- _Problem details_: Show me each line of the listing below where the word "will" appears.

- _Working data_:
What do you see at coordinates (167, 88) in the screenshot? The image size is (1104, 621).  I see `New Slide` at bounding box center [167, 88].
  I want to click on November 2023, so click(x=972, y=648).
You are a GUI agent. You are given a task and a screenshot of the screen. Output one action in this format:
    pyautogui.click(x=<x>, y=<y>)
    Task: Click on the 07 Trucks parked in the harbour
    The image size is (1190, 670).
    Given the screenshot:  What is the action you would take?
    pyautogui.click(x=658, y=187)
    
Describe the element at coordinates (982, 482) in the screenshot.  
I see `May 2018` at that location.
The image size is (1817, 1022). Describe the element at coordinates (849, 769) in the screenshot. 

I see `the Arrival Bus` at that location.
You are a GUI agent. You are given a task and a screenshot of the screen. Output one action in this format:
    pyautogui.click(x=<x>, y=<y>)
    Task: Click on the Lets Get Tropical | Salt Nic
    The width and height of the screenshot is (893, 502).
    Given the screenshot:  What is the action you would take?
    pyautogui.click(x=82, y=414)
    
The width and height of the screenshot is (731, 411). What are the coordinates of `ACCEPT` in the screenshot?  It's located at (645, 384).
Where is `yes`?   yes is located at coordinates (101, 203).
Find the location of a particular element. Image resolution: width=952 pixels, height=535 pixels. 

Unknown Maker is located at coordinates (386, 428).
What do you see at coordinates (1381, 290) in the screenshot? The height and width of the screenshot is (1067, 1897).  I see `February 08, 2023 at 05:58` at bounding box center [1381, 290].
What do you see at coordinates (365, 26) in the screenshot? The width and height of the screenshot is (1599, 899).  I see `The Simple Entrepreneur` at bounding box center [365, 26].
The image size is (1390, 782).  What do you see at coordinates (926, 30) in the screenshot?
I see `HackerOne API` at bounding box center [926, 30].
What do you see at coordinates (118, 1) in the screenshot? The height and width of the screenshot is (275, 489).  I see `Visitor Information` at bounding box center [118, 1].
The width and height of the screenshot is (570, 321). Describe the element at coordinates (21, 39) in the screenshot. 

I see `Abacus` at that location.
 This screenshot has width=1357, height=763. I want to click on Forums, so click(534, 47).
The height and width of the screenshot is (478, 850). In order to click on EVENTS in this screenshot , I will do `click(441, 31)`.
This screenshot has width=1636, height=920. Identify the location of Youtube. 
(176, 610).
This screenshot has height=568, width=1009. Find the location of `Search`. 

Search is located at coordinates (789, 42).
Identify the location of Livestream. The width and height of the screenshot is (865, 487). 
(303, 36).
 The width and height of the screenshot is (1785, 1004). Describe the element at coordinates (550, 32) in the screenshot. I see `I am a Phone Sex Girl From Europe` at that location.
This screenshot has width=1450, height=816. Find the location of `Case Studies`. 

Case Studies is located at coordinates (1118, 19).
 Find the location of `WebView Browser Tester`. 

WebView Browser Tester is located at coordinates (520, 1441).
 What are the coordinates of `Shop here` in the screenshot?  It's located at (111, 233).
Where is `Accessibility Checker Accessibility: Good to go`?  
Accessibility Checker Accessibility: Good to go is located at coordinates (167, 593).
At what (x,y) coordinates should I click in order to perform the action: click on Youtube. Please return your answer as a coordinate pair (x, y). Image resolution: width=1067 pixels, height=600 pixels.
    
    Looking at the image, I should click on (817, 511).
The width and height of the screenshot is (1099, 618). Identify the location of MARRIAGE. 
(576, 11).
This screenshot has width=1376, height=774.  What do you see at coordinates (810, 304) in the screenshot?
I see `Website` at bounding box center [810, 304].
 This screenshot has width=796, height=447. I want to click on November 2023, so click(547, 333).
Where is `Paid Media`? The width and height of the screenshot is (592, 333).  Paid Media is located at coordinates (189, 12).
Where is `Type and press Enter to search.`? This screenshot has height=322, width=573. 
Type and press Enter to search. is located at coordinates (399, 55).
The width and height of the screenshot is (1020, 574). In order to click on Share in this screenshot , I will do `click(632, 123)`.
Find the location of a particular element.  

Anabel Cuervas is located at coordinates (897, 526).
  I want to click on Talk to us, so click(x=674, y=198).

- _Reply to the task_:
The height and width of the screenshot is (478, 850). In order to click on EVENTS in this screenshot , I will do `click(441, 31)`.
The width and height of the screenshot is (1020, 574). In order to click on Share in this screenshot , I will do `click(632, 123)`.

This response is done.